Wednesday, February 9, 2011

James Hansen's Climate Future

In his global warming memoir "Storms of my Grandchildren", NASA scientist James Hansen describes his role over the last decade trying to inform policy decisions about climate change. Hansen has been working tirelessly on the science for more than 30 years, and I was most impressed with his reflections on the empirical certainty of climate change, his baseline for any serious attempt to address the problem, and his proposal to reconsider advanced nuclear power as part of the response.

One of the greatest criticisms of climate change theory is its reliance on computer models to make uncertain predictions about the future. According to Dr. Hansen, a better approach is to rely on the empirical evidence from the geological climate record. The layers of ice deposited in Antarctica over the past 425,000 years contain a detailed record of both the relative temperature (from the properties of the ice) and the concentration of heat-trapping gases in the atmosphere (from air bubbles trapped in the ice). This record includes information spanning the last four ice ages, which are caused by natural variations in the orbit and rotation axis of the Earth, and it demonstrates a precise relationship between the average temperature and the concentration of heat-trapping gases. The conclusion is unambiguous: we can expect the globe to warm by 3°C from a doubling of carbon-dioxide.

It may surprise readers of Hansen's book that he is opposed to cap-and-trade legislation as a policy response to climate change. Looking at the results of the relatively modest Kyoto Protocol, he concludes that even legally binding international agreements are simply not effective in practice. Instead, he favors a gradually increasing carbon tax, with the dividends redistributed uniformly to the public to help offset the resulting price increases. According to Hansen, this approach is the only way to ensure that much of the remaining coal and unconventional fossil fuels (such as tar sands and shale oil) stays in the ground and is never burned. His litmus test for any politician who is truly serious about addressing climate change is to call for an immediate moratorium on the construction of new coal-burning power plants that will not capture and store the carbon.

Rather than leave us with a big problem and no way to solve it, Hansen presents a thorough and honest assessment of the potential of nuclear power. If you thought that all nuclear power produces a mountain of radioactive waste that remains dangerous for ten thousand years, then you've never heard of a "liquid-metal fast breeder reactor". The concept for this 4th generation nuclear power (currently operating reactors use 2nd generation technology) has been around since the 1940's, and in 1994 a full scale demonstration reactor was on track to be constructed by Argonne National Laboratory. In that year, the program was canceled by Bill Clinton and Al Gore -- possibly without much thought, as a nod to anti-nuclear activists that helped them get elected. Hansen claims that such reactors are 100 times more efficient than conventional nuclear power plants, and that there is enough of the required nuclear fuel (uranium hexafluoride, a byproduct of nuclear weapons production) in U.S. stockpiles to power the country for the next thousand years. The only waste products can be stored safely on-site for just a few hundred years.

Hansen believes that we have not yet reached a tipping point, and that we have the power to save the future for our grandchildren if we choose to do so. He understandably remains skeptical that we will actually make that choice, and this book is his final attempt to make his message heard. If we don't listen, we have nobody to blame but ourselves.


[WHAT YOU ARE ASKED TO DO] The response should contain every entry, reproduced exactly.

□ □ □

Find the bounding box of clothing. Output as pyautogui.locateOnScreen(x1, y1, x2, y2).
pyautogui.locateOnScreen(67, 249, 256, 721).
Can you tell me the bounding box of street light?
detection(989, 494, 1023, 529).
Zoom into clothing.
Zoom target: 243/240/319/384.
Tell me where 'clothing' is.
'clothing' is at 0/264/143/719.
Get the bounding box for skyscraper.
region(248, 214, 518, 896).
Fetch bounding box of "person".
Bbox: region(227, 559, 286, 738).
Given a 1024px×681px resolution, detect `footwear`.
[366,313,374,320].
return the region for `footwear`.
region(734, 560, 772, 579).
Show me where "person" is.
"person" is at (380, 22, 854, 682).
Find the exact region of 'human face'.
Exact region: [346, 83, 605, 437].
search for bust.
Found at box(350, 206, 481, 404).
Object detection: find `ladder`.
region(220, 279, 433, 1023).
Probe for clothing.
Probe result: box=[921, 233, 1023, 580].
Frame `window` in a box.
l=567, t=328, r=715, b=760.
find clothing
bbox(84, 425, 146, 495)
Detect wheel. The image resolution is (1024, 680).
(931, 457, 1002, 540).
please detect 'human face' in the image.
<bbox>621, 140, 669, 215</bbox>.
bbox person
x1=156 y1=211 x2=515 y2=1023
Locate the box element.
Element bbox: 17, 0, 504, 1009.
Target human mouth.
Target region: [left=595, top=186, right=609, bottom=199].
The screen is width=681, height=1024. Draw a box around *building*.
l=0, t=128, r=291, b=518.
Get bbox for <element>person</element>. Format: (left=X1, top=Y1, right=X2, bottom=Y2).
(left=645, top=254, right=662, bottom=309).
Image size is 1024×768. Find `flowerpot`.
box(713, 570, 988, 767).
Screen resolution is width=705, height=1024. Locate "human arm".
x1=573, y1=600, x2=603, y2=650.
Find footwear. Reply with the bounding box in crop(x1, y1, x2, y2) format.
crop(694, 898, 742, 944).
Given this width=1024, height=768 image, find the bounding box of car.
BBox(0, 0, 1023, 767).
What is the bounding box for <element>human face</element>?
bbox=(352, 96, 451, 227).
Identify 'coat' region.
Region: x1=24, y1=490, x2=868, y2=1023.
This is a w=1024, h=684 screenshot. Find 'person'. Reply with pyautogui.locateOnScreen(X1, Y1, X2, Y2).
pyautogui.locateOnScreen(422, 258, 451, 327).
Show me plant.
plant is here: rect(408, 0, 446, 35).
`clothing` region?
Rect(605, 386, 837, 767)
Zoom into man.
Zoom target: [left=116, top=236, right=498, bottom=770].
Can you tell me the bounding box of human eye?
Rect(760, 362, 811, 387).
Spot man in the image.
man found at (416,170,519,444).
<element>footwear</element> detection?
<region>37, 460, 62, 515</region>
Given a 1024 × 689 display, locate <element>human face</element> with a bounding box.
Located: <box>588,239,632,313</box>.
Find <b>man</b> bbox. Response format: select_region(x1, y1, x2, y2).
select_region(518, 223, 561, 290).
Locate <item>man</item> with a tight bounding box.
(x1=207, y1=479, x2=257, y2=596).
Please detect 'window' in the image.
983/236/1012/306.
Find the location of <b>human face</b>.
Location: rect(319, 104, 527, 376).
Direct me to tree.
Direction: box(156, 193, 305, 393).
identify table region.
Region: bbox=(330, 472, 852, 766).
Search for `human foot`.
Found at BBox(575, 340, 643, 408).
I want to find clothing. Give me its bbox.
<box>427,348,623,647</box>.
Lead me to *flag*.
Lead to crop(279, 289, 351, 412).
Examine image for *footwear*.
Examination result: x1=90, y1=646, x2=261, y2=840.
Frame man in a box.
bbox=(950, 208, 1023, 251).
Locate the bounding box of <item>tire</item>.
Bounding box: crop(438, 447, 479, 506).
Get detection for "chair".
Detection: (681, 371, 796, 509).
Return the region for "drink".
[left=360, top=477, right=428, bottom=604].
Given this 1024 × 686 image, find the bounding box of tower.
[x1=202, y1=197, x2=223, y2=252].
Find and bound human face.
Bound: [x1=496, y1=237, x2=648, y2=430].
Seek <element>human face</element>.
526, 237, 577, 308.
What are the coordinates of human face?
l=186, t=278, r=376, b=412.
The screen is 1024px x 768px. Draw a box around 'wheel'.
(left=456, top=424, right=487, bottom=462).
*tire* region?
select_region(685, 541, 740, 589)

□ □ □

[RESULT OF THIS EXERCISE]
Find the bounding box of clothing. Output as pyautogui.locateOnScreen(x1, y1, x2, y2).
pyautogui.locateOnScreen(67, 249, 256, 721).
Can you tell me the bounding box of street light?
detection(989, 494, 1023, 529).
Zoom into clothing.
Zoom target: 243/240/319/384.
Tell me where 'clothing' is.
'clothing' is at 0/264/143/719.
Get the bounding box for skyscraper.
region(248, 214, 518, 896).
Fetch bounding box of "person".
Bbox: region(227, 559, 286, 738).
Given a 1024px×681px resolution, detect `footwear`.
[366,313,374,320].
return the region for `footwear`.
region(734, 560, 772, 579).
Show me where "person" is.
"person" is at (380, 22, 854, 682).
Find the exact region of 'human face'.
Exact region: [346, 83, 605, 437].
search for bust.
Found at box(350, 206, 481, 404).
Object detection: find `ladder`.
region(220, 279, 433, 1023).
Probe for clothing.
Probe result: box=[921, 233, 1023, 580].
Frame `window` in a box.
l=567, t=328, r=715, b=760.
find clothing
bbox(84, 425, 146, 495)
Detect wheel. The image resolution is (1024, 680).
(931, 457, 1002, 540).
please detect 'human face' in the image.
<bbox>621, 140, 669, 215</bbox>.
bbox person
x1=156 y1=211 x2=515 y2=1023
Locate the box element.
Element bbox: 17, 0, 504, 1009.
Target human mouth.
Target region: [left=595, top=186, right=609, bottom=199].
The screen is width=681, height=1024. Draw a box around *building*.
l=0, t=128, r=291, b=518.
Get bbox for <element>person</element>. Format: (left=X1, top=Y1, right=X2, bottom=Y2).
(left=645, top=254, right=662, bottom=309).
Image size is 1024×768. Find `flowerpot`.
box(713, 570, 988, 767).
Screen resolution is width=705, height=1024. Locate "human arm".
x1=573, y1=600, x2=603, y2=650.
Find footwear. Reply with the bounding box in crop(x1, y1, x2, y2) format.
crop(694, 898, 742, 944).
Given this width=1024, height=768 image, find the bounding box of car.
BBox(0, 0, 1023, 767).
What is the bounding box for <element>human face</element>?
bbox=(352, 96, 451, 227).
Identify 'coat' region.
Region: x1=24, y1=490, x2=868, y2=1023.
This is a w=1024, h=684 screenshot. Find 'person'. Reply with pyautogui.locateOnScreen(X1, Y1, X2, Y2).
pyautogui.locateOnScreen(422, 258, 451, 327).
Show me plant.
plant is here: rect(408, 0, 446, 35).
`clothing` region?
Rect(605, 386, 837, 767)
Zoom into man.
Zoom target: [left=116, top=236, right=498, bottom=770].
Can you tell me the bounding box of human eye?
Rect(760, 362, 811, 387).
Spot man in the image.
man found at (416,170,519,444).
<element>footwear</element> detection?
<region>37, 460, 62, 515</region>
Given a 1024 × 689 display, locate <element>human face</element> with a bounding box.
Located: <box>588,239,632,313</box>.
Find <b>man</b> bbox. Response format: select_region(x1, y1, x2, y2).
select_region(518, 223, 561, 290).
Locate <item>man</item> with a tight bounding box.
(x1=207, y1=479, x2=257, y2=596).
Please detect 'window' in the image.
983/236/1012/306.
Find the location of <b>human face</b>.
Location: rect(319, 104, 527, 376).
Direct me to tree.
Direction: box(156, 193, 305, 393).
identify table region.
Region: bbox=(330, 472, 852, 766).
Search for `human foot`.
Found at BBox(575, 340, 643, 408).
I want to find clothing. Give me its bbox.
<box>427,348,623,647</box>.
Lead me to *flag*.
Lead to crop(279, 289, 351, 412).
Examine image for *footwear*.
Examination result: x1=90, y1=646, x2=261, y2=840.
Frame man in a box.
bbox=(950, 208, 1023, 251).
Locate the bounding box of <item>tire</item>.
Bounding box: crop(438, 447, 479, 506).
Get detection for "chair".
Detection: (681, 371, 796, 509).
Return the region for "drink".
[left=360, top=477, right=428, bottom=604].
Given this 1024 × 686 image, find the bounding box of tower.
[x1=202, y1=197, x2=223, y2=252].
Find and bound human face.
Bound: [x1=496, y1=237, x2=648, y2=430].
Seek <element>human face</element>.
526, 237, 577, 308.
What are the coordinates of human face?
l=186, t=278, r=376, b=412.
The screen is 1024px x 768px. Draw a box around 'wheel'.
(left=456, top=424, right=487, bottom=462).
*tire* region?
select_region(685, 541, 740, 589)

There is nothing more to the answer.